My extremely brief synopsis in the graphic below is based on my reading of the scientific literature. For the synthetic dye references, it is also based on information on the web sites of synthetic dye manufacturers. There are far more types of synthetic dyes than those shown on this graphic, but I believe that acid and fibre reactive dyes are up there in terms of popularity, which is why I included them.
This isn't intended to educate folks on how to use synthetic dyes, but rather to demonstrate where some of the assumptions about using salt and vinegar may originate, and how newcomers to natural dyeing may mistakenly carry over those assumptions - derived from synthetic dyeing - into the craft of natural dyeing.
When it comes to table salt (sodium chloride) and natural dyes, there are many historic references to the use of 'salt' in various aspects of fibre preparation and dyeing, including references to the use of sea water.

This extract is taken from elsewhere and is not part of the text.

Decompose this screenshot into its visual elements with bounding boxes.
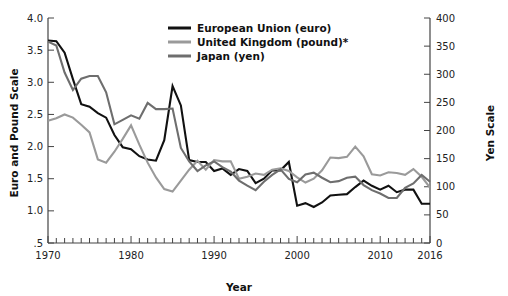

But I believe that these references predominantly relate to…
cleaning properties of salt (i.e. when sheep are passed through salt water prior to shearing in order to kill microbes);
a shorthand term, in old materials, for actual metal salt mordants (back in the day, the limited readership of such manuals was people working in the dye trade who understood the shorthand reference); and
use of various salts throughout history, possibly including table salt, as a leveller (levellers slow down dye uptake, for more even dye results).